Saturday, 21 March 2009

Editorial

Dear Reader,


In the calm before the storm of the election month, we have decided to make this issue a little more creative and save the politics for next month. We’re looking at writers, musicians and emerging forms of art and theatre from South Africa that have made and are making South Africa heard. Art by its nature is universal, allowing people to communicate without the attached societal strings. That language has helped to broadcast South African issues both at home and abroad, and we live in the hope that it encourages people to get to know us as a nation, and to feel positively and empathetically toward us.

From the time when apartheid was still the rule of law, to the transition period where the world watched as we worked at transforming peacefully to this new nation, to the present day struggle to make the nation our own, our creative expression has helped draw us closer together as South Africans, and draw the outside world into ours. South Africa is a country of artistic opportunity and home to rich and varied cultures. Slowly, and through our creative expression the outside world is beginning to realise that.

As books are translated and published abroad, bands make headway into the international music scene, and our poems reach people we may never meet and who might never see our country, we would like to salute those who work to a different beat and create those avenues for us. The long, oddly timed hours, poor financial reward and countless ‘Thank you, but we will have to turn you down’ letters – we appreciate those efforts, and without them, our nation would, most likely, be a lot less ‘rainbow’ and a lot less ‘nation’. Hats off to you!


== Brief ==
The word "Image" occurs in some lines of the data. Return each such line.

== Supplied material ==
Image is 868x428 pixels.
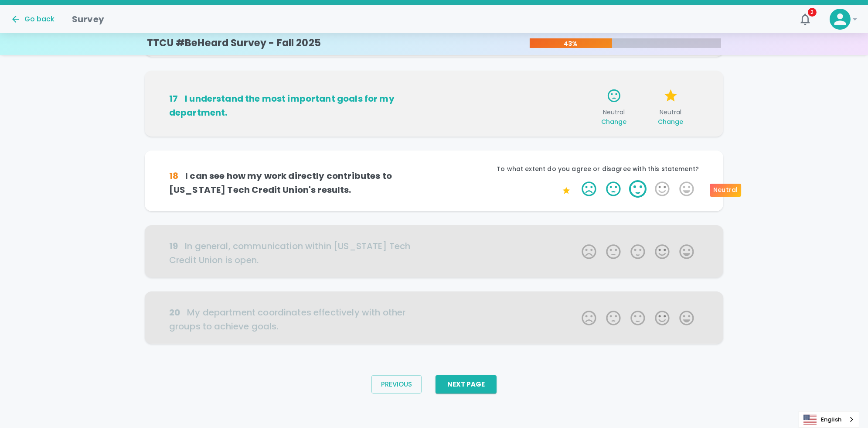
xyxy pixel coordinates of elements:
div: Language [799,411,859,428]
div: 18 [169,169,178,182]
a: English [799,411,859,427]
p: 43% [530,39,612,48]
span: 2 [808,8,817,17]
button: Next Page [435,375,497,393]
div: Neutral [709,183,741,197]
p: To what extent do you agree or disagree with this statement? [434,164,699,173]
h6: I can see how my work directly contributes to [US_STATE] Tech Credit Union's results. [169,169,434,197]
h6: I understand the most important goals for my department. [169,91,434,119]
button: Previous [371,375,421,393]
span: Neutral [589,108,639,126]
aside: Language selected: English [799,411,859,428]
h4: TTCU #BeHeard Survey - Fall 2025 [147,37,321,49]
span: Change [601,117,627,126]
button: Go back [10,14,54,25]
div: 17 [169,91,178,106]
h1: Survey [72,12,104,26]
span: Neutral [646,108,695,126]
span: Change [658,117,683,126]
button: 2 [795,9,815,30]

* * *

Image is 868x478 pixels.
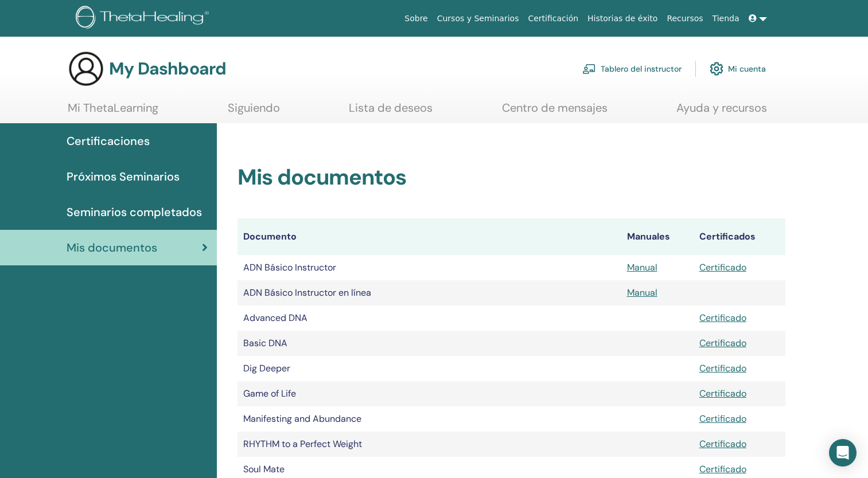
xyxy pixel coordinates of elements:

== Written solution ==
Image is 868x428 pixels.
Image is 868x478 pixels.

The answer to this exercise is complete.